The server validates that the API key's tenant ID matches the requested policy. A Tenant A key cannot load Tenant B's policy.


Cross-Tenant Isolation via Sealed Sessions

Each tenant's session state is encrypted with a tenant-scoped key. The sealed blob includes the tenant ID in its authenticated data:

Session blob structure:

AES-256-GCM encrypted payload
  - token_map: {token_id -> raw_value}
  - tenant_id: "tenant_a"
  - created_at: timestamp
  - expires_at: timestamp
  AAD: tenant_id + policy_name

If Tenant B's service attempts to rehydrate using a session blob from Tenant A, the decryption fails because the authenticated additional data (AAD) includes the tenant ID. This is enforced at the cryptographic level -- not just an application check.

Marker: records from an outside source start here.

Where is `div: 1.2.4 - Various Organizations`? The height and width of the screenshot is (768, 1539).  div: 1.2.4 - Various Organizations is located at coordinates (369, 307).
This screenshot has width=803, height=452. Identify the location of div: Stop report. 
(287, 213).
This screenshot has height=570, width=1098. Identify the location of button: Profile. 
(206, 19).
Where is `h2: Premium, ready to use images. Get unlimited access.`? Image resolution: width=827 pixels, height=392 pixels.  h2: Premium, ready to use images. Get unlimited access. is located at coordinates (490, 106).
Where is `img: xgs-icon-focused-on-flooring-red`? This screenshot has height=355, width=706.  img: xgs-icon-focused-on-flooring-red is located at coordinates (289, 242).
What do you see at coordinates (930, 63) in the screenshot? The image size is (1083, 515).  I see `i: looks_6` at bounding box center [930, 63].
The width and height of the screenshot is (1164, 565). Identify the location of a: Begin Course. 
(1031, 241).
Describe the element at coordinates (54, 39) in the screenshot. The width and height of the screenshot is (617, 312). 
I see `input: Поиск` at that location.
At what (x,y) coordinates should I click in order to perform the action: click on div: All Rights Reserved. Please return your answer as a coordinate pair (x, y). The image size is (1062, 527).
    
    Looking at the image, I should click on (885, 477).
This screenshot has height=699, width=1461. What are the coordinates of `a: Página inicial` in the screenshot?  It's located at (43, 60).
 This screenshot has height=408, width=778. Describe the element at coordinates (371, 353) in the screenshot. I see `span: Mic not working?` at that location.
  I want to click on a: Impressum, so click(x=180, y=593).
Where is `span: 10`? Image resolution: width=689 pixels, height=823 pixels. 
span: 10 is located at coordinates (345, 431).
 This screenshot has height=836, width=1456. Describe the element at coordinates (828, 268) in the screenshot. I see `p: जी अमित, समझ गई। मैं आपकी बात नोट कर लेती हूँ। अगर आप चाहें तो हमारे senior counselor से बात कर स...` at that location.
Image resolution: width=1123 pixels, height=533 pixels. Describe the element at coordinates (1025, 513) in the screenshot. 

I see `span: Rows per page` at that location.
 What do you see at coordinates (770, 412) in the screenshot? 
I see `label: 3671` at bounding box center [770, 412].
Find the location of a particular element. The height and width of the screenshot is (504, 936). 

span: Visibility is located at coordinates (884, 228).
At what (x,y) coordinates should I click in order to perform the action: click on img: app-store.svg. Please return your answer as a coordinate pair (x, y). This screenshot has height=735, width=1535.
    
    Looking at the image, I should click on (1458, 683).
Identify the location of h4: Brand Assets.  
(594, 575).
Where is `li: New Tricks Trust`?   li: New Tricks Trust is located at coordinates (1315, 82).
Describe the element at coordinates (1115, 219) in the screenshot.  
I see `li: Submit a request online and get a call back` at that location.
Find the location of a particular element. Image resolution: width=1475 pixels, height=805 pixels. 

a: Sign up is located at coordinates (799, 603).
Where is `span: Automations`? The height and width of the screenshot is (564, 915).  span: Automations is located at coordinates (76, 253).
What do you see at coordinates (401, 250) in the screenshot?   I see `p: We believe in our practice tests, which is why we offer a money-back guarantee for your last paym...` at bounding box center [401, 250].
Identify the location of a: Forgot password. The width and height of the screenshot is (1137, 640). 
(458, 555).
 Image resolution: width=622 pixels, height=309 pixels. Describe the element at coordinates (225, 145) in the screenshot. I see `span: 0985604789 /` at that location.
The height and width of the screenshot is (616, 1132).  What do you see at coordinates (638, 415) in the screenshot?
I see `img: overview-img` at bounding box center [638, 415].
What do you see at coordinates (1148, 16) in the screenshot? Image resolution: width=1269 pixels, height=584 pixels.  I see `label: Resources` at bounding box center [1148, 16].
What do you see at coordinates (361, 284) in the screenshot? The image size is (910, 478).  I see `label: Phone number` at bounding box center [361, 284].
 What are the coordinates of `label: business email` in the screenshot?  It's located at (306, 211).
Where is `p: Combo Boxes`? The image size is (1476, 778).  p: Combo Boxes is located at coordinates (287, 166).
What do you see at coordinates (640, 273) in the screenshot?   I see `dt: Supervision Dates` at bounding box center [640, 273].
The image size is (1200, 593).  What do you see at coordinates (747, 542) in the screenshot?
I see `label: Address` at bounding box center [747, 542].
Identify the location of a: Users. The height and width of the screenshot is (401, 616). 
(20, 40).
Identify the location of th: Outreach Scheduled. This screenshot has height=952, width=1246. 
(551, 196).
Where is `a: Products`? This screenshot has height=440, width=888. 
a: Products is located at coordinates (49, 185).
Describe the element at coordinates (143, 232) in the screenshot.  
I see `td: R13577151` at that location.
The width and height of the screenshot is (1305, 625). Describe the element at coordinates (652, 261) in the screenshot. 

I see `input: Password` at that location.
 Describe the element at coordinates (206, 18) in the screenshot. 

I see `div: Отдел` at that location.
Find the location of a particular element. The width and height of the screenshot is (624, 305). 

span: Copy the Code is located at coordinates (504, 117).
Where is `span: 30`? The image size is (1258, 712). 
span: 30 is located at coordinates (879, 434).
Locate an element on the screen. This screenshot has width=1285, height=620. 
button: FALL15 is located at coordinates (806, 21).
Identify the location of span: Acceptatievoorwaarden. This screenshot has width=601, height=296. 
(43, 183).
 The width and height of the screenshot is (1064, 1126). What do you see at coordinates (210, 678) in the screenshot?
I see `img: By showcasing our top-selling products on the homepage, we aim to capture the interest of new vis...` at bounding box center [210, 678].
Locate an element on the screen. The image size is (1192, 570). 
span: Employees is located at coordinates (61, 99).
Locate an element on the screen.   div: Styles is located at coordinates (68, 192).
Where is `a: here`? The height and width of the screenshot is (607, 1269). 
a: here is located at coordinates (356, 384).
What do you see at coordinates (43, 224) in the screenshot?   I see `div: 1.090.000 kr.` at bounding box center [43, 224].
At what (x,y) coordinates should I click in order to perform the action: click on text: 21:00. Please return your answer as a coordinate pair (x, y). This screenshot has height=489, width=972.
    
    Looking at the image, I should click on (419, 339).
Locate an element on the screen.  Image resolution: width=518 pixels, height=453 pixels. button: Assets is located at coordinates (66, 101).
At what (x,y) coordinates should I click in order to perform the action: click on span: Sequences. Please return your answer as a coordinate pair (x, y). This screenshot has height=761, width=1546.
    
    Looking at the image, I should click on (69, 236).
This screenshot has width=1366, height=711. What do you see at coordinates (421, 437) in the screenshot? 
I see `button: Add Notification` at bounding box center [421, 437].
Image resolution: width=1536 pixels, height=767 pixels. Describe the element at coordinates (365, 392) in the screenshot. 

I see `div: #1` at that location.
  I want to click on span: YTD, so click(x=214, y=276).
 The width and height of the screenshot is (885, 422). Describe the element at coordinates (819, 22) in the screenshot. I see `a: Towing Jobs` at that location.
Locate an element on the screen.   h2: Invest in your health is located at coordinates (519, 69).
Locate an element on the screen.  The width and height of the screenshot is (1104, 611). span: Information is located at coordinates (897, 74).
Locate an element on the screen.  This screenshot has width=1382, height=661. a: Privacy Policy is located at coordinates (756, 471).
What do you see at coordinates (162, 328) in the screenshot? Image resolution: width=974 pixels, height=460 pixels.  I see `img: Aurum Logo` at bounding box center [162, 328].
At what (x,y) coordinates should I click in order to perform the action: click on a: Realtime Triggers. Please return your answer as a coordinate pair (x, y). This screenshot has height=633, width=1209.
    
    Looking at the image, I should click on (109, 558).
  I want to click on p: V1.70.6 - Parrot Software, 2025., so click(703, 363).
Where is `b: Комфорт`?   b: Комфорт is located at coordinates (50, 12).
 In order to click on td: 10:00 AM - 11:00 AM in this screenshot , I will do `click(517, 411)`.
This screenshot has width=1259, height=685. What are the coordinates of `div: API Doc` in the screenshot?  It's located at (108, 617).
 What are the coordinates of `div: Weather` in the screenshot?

# This fails: Tenant B key with Tenant A session blob
curl -X POST http://guardai.internal:3000/v1/rehydrate \
  -H "Authorization: Bearer gai_tenantB_sk_live_def456..." \
  -d '{
    "output": "Reply to `{{person:p_001}}`...",
    "session_state": "<tenant-a-encrypted-blob>"
  }'

# Response: 403
# {"error": "GUARDAI_SESSION_TENANT_MISMATCH",
#  "message": "Session state does not belong to this tenant"}

Scaling the Deployment

The platform runs OGuardAI as a Kubernetes Deployment with horizontal pod autoscaling:

apiVersion: apps/v1
kind: Deployment
metadata:
  name: guardai
spec:
  replicas: 3
  template:
    spec:
      containers:
        - name: guardai
          image: ghcr.io/oronts/oronts-guardai/oguardai-server:latest
          resources:
            requests:
              cpu: 500m
              memory: 256Mi
            limits:
              cpu: 2000m
              memory: 1Gi
          env:
            - name: GUARDAI_POLICIES_DIR
              value: /etc/guardai/policies
            - name: GUARDAI_SESSION_BACKEND
              value: sealed
          volumeMounts:
            - name: policies
              mountPath: /etc/guardai/policies
      volumes:
        - name: policies
          configMap:
            name: guardai-tenant-policies

All three tenants share the same pods. Policy resolution happens per-request based on the API key's tenant binding. Session state is stateless (sealed blobs travel with the request), so any pod can handle any tenant's request.


What OGuardAI Made Possible

Single deployment, three regulatory regimes. GDPR, HIPAA, and Swiss financial regulations are enforced by policy configuration, not code changes. Adding a fourth tenant requires only a new policy YAML and API key.

Cryptographic tenant isolation. Sealed session encryption with tenant-scoped AAD prevents cross-tenant data access at the cryptographic level. A compromised tenant service cannot restore another tenant's PII.

Per-tenant, per-channel restore control. Each tenant defines which entity types are tokenized, blocked, or passed through, and each output channel within a tenant gets its own restore mode. The Swiss bank's compliance team sees full IBANs while their audit log sees masked versions.

Horizontal scaling. Stateless sealed sessions mean no shared state between pods. The platform scales OGuardAI horizontally with standard Kubernetes autoscaling, handling all tenants from the same deployment.